I’m writing this on the 2nd anniversary of Pop’s death. And I can say that at least once, every day of the past two years, in my mind, I’ve seen the movie of his last few minutes.

Sometimes, right before sleep.

More often during the most banal of moments: opening the garage door, while carrying stone to build a path, looking at a menu in a restaurant, or unfolding my glasses before driving.

I don’t always obey Pop’s instructions not to show my sorrow.

I have wept with my crush, on the trail to Mount Pisgah, in North Carolina, and felt tears streaming while watching our birds, not aware that I was sobbing until my breathing came in gasps. I have choked on a word in the middle of a song, in front of an audience, and not sung the next line, or the next.

I hate to cry. But what are you going to do?

My sorrow is greatest when I am most happy, and I am happy most of the time.

I know that I have also said I am sad all of the time.

That’s true, too.

None of this is small stuff.

None of these days are small days.

I know you knew that, Pops.

And I have this poem that you wrote when I was a young man that proves that you have always known.

Gemwood 

to Nathan and Jason, our sons

By Marvin Bell


In the shoppes

they’re showing “Gemwood”:

the buffed-up flakes of dye-fed pines—

bright concentrics or bull’s-eyes,

wide-eyed on the rack of

this newest “joint effort

of man and nature.” But then


those life-lines circling

each target chip of “gemwood”

look less like eyes, yours or mine,

when we have watched a while.

They are more like the whorls

at the tips of our fingers,

which no one can copy. Even on


The photocopy Jason made of

his upraised hands, palms down

to the machine, they do not appear,

his hands at five years old—

why did we want to copy them, and

why does the gray yet clear print

make me sad? That summer,


the Mad River followed us

through Vermont— a lusher state than

our own. A thunderous matinee

of late snows, and then the peak

at Camel’s Hump was bleached.

As a yellow pear is to the sky—

that was our feeling. We had with us


a rat from the lab— no, a pet

we’d named, a pure friend who changed

our minds. When it rained near

the whole of the summer, in that 

cabin Nathan made her a social creature.

She was all our diversion and brave.

That’s why, when she died


in the heat of our car

one accidental day we didn’t intend,

it hurt her master first and most,

being his first loss like that,

and the rest of our family felt bad

even to tears, for a heart that small.

We buried her by the road.


in the Adirondack Mountains,

and kept our way to Iowa.

Now it seems to me the heart

must enlarge to hold the losses

we have ahead of us. I hold to

a certain sadness the way others

search for joy, though I like joy.


Home, sunlight cleared the air

and all the green’s of consequence. Still

when it ends, we won’t remember

that it ended. If parents must receive

the sobbing, that is nothing

when put next to the last crucial fact

of who is doing the crying.


From “Stars Which See, Stars Which Don’t See.” Atheneum, 1977

I remember that big lie, meant in kindness, Pops: that I didn’t kill my friend by not paying attention to something so obvious: in the heat of summer a car, even with the windows open, is also a coffin.

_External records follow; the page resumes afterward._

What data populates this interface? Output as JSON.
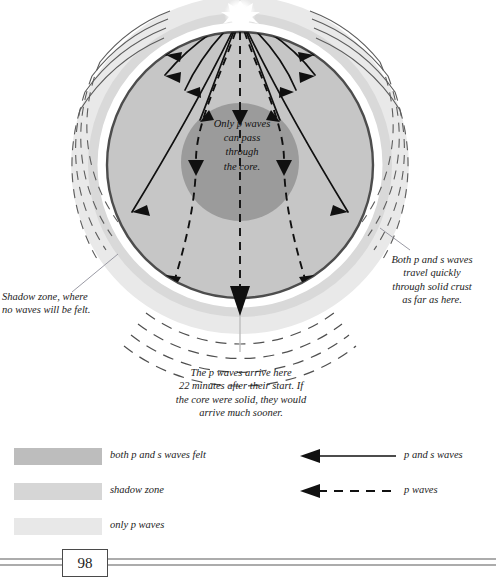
{
  "page": {
    "number": "98"
  },
  "diagram": {
    "annotations": {
      "core": "Only p waves\ncan pass\nthrough\nthe core.",
      "right": "Both p and s waves\ntravel quickly\nthrough solid crust\nas far as here.",
      "left": "Shadow zone, where\nno waves will be felt.",
      "bottom": "The p waves arrive here\n22 minutes after their start. If\nthe core were solid, they would\narrive much sooner."
    },
    "colors": {
      "mantle": "#c7c7c7",
      "core": "#9a9a9a",
      "crust_band": "#d8d8d8",
      "outer_band": "#e7e7e7",
      "outline": "#4a4a4a",
      "wave_line": "#111111",
      "leader_line": "#8d8d99",
      "epicenter": "#ffffff"
    },
    "epicenter": {
      "label": "earthquake-focus",
      "x": 240,
      "y": 14
    }
  },
  "legend": {
    "swatches": [
      {
        "label": "both p and s waves felt",
        "color": "#bdbdbd"
      },
      {
        "label": "shadow zone",
        "color": "#d6d6d6"
      },
      {
        "label": "only p waves",
        "color": "#e8e8e8"
      }
    ],
    "lines": [
      {
        "label": "p and s waves",
        "style": "solid"
      },
      {
        "label": "p waves",
        "style": "dashed"
      }
    ]
  }
}
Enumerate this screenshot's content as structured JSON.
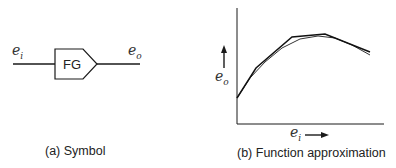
{
  "symbol_panel": {
    "caption": "(a) Symbol",
    "block_label": "FG",
    "input_label": {
      "base": "e",
      "sub": "i"
    },
    "output_label": {
      "base": "e",
      "sub": "o"
    }
  },
  "approx_panel": {
    "caption": "(b) Function approximation",
    "y_axis_label": {
      "base": "e",
      "sub": "o"
    },
    "x_axis_label": {
      "base": "e",
      "sub": "i"
    },
    "piecewise_points": [
      [
        237,
        98
      ],
      [
        256,
        68
      ],
      [
        292,
        37
      ],
      [
        325,
        34
      ],
      [
        370,
        52
      ]
    ],
    "smooth_curve_points": [
      [
        237,
        98
      ],
      [
        250,
        78
      ],
      [
        265,
        62
      ],
      [
        282,
        48
      ],
      [
        300,
        39
      ],
      [
        318,
        36
      ],
      [
        335,
        38
      ],
      [
        352,
        45
      ],
      [
        370,
        55
      ]
    ]
  },
  "colors": {
    "line": "#1a1a1a",
    "background": "#ffffff"
  }
}
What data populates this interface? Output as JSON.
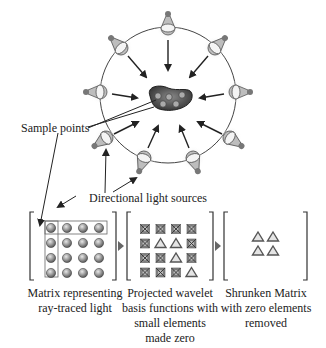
{
  "labels": {
    "sample_points": "Sample points",
    "directional_light_sources": "Directional light sources"
  },
  "matrices": [
    {
      "caption_line1": "Matrix representing",
      "caption_line2": "ray-traced light",
      "rows": 4,
      "cols": 4,
      "cells": [
        [
          "sphere",
          "sphere",
          "sphere",
          "sphere"
        ],
        [
          "sphere",
          "sphere",
          "sphere",
          "sphere"
        ],
        [
          "sphere",
          "sphere",
          "sphere",
          "sphere"
        ],
        [
          "sphere",
          "sphere",
          "sphere",
          "sphere"
        ]
      ]
    },
    {
      "caption_line1": "Projected wavelet",
      "caption_line2": "basis functions with",
      "caption_line3": "small elements",
      "caption_line4": "made zero",
      "rows": 4,
      "cols": 4,
      "cells": [
        [
          "zero",
          "zero",
          "zero",
          "zero"
        ],
        [
          "zero",
          "triangle",
          "triangle",
          "zero"
        ],
        [
          "zero",
          "zero",
          "triangle",
          "zero"
        ],
        [
          "zero",
          "zero",
          "zero",
          "triangle"
        ]
      ]
    },
    {
      "caption_line1": "Shrunken Matrix",
      "caption_line2": "with zero elements",
      "caption_line3": "removed",
      "rows": 2,
      "cols": 2,
      "cells": [
        [
          "triangle",
          "triangle"
        ],
        [
          "triangle",
          "triangle"
        ]
      ]
    }
  ],
  "scene": {
    "light_count": 10,
    "sample_point_count": 6
  },
  "colors": {
    "line": "#333333",
    "sphere": "#9a9a9a",
    "object": "#555555",
    "bulb": "#bbbbbb"
  }
}
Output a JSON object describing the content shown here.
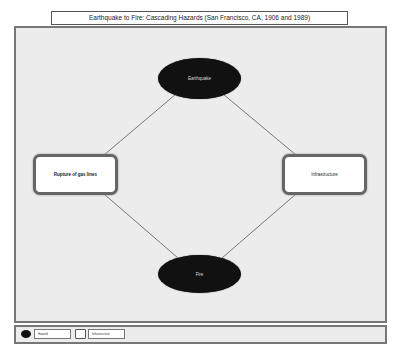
{
  "title": "Earthquake to Fire: Cascading Hazards (San Francisco, CA, 1906 and 1989)",
  "nodes": {
    "earthquake": {
      "label": "Earthquake",
      "type": "hazard"
    },
    "rupture": {
      "label": "Rupture of gas lines",
      "type": "infrastructure"
    },
    "infrastructure": {
      "label": "Infrastructure",
      "type": "infrastructure"
    },
    "fire": {
      "label": "Fire",
      "type": "hazard"
    }
  },
  "edges": [
    {
      "from": "Earthquake",
      "to": "Rupture of gas lines"
    },
    {
      "from": "Earthquake",
      "to": "Infrastructure"
    },
    {
      "from": "Rupture of gas lines",
      "to": "Fire"
    },
    {
      "from": "Infrastructure",
      "to": "Fire"
    }
  ],
  "legend": {
    "hazard": "Hazard",
    "infrastructure": "Infrastructure"
  },
  "colors": {
    "hazard_fill": "#111111",
    "infrastructure_fill": "#ffffff",
    "canvas_bg": "#ececec",
    "border": "#777777"
  }
}
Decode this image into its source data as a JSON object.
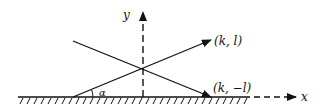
{
  "diagram": {
    "axes": {
      "x_label": "x",
      "y_label": "y"
    },
    "vectors": [
      {
        "label": "(k, l)",
        "direction": "up-right"
      },
      {
        "label": "(k, −l)",
        "direction": "down-right"
      }
    ],
    "angle_label": "α",
    "boundary": "hatched ground line"
  }
}
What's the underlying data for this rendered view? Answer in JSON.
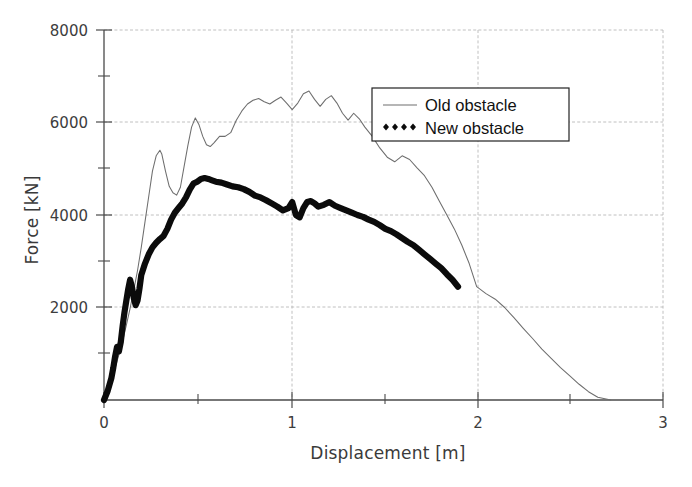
{
  "chart_data": {
    "type": "line",
    "title": "",
    "xlabel": "Displacement [m]",
    "ylabel": "Force [kN]",
    "xlim": [
      0,
      3
    ],
    "ylim": [
      0,
      8000
    ],
    "grid": true,
    "legend_position": "upper-right-inside",
    "x_ticks": [
      "0",
      "1",
      "2",
      "3"
    ],
    "x_tick_values": [
      0,
      1,
      2,
      3
    ],
    "x_minor_tick_values": [
      0.5,
      1.5,
      2.5
    ],
    "y_ticks": [
      "2000",
      "4000",
      "6000",
      "8000"
    ],
    "y_tick_values": [
      2000,
      4000,
      6000,
      8000
    ],
    "y_minor_tick_values": [
      1000,
      3000,
      5000,
      7000
    ],
    "series": [
      {
        "name": "Old obstacle",
        "style": "thin-line",
        "color": "#6e6e6e",
        "x": [
          0.0,
          0.02,
          0.04,
          0.06,
          0.08,
          0.1,
          0.12,
          0.14,
          0.16,
          0.18,
          0.2,
          0.22,
          0.24,
          0.26,
          0.28,
          0.3,
          0.31,
          0.33,
          0.35,
          0.37,
          0.39,
          0.41,
          0.43,
          0.45,
          0.47,
          0.49,
          0.51,
          0.53,
          0.55,
          0.57,
          0.59,
          0.62,
          0.65,
          0.68,
          0.71,
          0.74,
          0.77,
          0.8,
          0.83,
          0.86,
          0.89,
          0.92,
          0.95,
          0.98,
          1.01,
          1.04,
          1.07,
          1.1,
          1.13,
          1.16,
          1.19,
          1.22,
          1.25,
          1.28,
          1.31,
          1.34,
          1.37,
          1.4,
          1.44,
          1.48,
          1.52,
          1.56,
          1.6,
          1.64,
          1.68,
          1.72,
          1.76,
          1.8,
          1.84,
          1.88,
          1.92,
          1.96,
          2.0,
          2.05,
          2.1,
          2.15,
          2.2,
          2.25,
          2.3,
          2.35,
          2.4,
          2.45,
          2.5,
          2.55,
          2.6,
          2.65,
          2.72
        ],
        "y": [
          0,
          150,
          420,
          700,
          980,
          1280,
          1620,
          1980,
          2380,
          2800,
          3300,
          3850,
          4400,
          4950,
          5280,
          5400,
          5320,
          4950,
          4620,
          4480,
          4430,
          4600,
          5050,
          5500,
          5900,
          6100,
          5950,
          5700,
          5520,
          5480,
          5560,
          5700,
          5700,
          5780,
          6050,
          6250,
          6400,
          6480,
          6520,
          6450,
          6400,
          6480,
          6550,
          6420,
          6280,
          6420,
          6620,
          6680,
          6500,
          6350,
          6500,
          6580,
          6420,
          6200,
          6050,
          6200,
          6080,
          5900,
          5700,
          5450,
          5250,
          5150,
          5280,
          5200,
          5020,
          4850,
          4600,
          4300,
          4000,
          3700,
          3350,
          2950,
          2450,
          2300,
          2180,
          2000,
          1780,
          1550,
          1330,
          1100,
          900,
          700,
          520,
          340,
          180,
          60,
          0
        ]
      },
      {
        "name": "New obstacle",
        "style": "thick-dotted-line",
        "color": "#0b0b0b",
        "x": [
          0.0,
          0.02,
          0.04,
          0.05,
          0.06,
          0.07,
          0.08,
          0.09,
          0.1,
          0.11,
          0.12,
          0.13,
          0.14,
          0.15,
          0.16,
          0.17,
          0.18,
          0.19,
          0.2,
          0.22,
          0.24,
          0.26,
          0.28,
          0.3,
          0.32,
          0.34,
          0.36,
          0.38,
          0.4,
          0.42,
          0.44,
          0.46,
          0.48,
          0.5,
          0.52,
          0.54,
          0.56,
          0.58,
          0.6,
          0.63,
          0.66,
          0.69,
          0.72,
          0.75,
          0.78,
          0.81,
          0.84,
          0.87,
          0.9,
          0.93,
          0.96,
          0.99,
          1.01,
          1.03,
          1.05,
          1.07,
          1.09,
          1.11,
          1.13,
          1.15,
          1.18,
          1.21,
          1.24,
          1.27,
          1.3,
          1.33,
          1.36,
          1.39,
          1.42,
          1.45,
          1.48,
          1.51,
          1.54,
          1.57,
          1.6,
          1.63,
          1.66,
          1.69,
          1.72,
          1.75,
          1.78,
          1.81,
          1.84,
          1.87,
          1.9
        ],
        "y": [
          0,
          200,
          480,
          700,
          950,
          1150,
          1050,
          1250,
          1600,
          1900,
          2150,
          2400,
          2600,
          2450,
          2200,
          2050,
          2150,
          2400,
          2700,
          2950,
          3150,
          3300,
          3400,
          3480,
          3550,
          3700,
          3900,
          4050,
          4150,
          4250,
          4380,
          4550,
          4680,
          4720,
          4780,
          4800,
          4780,
          4750,
          4720,
          4700,
          4660,
          4620,
          4600,
          4560,
          4500,
          4420,
          4380,
          4320,
          4250,
          4180,
          4100,
          4150,
          4280,
          4000,
          3950,
          4150,
          4280,
          4300,
          4250,
          4180,
          4220,
          4280,
          4200,
          4150,
          4100,
          4050,
          4000,
          3960,
          3900,
          3850,
          3780,
          3700,
          3650,
          3580,
          3500,
          3420,
          3350,
          3250,
          3150,
          3050,
          2950,
          2850,
          2720,
          2600,
          2450
        ]
      }
    ],
    "legend": [
      {
        "label": "Old obstacle",
        "marker": "thin-line-swatch"
      },
      {
        "label": "New obstacle",
        "marker": "diamond-dotted-swatch"
      }
    ]
  },
  "caption": {
    "partial_text": ""
  }
}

The next, even kinder, lie was that I would someday not think about that day.

50 years later, it occurs to me, at least every other week, that I was a fool to not know that the heat would kill her. The thoughts come in, and all the pictures of that day along with them.

Many days I think of the day you came to me in the middle of a work shift, in the cool basement of the Bivouac clothing store in Iowa City, put your hand on my shoulder, and told me that John Bowie, my mentor and the only guitar teacher I’ve ever had, had died. I was 17, John was 27. Every song and every note I play reminds me of that day.

And Jimmy? Jimmy was was just back to being alive when he suddenly dropped dead, when his supposedly fully repaired heart gave out. Sometimes, especially before shows (my friend Jim McCandless was a wonderful songwriter) I feel the beat of my own heart, and he dies again.

There have been others: friends and families, suicides, lingering maladies, accidents, alcohol, drugs.

I remember their lives, but equally so, their deaths.

This is how death has always worked with me, at least. All the deaths stay.

It IS true that the the heart enlarges to hold the losses and my heart is bigger than the sky now, bigger than the universe

Someday it will be bigger than all universes yet to be found.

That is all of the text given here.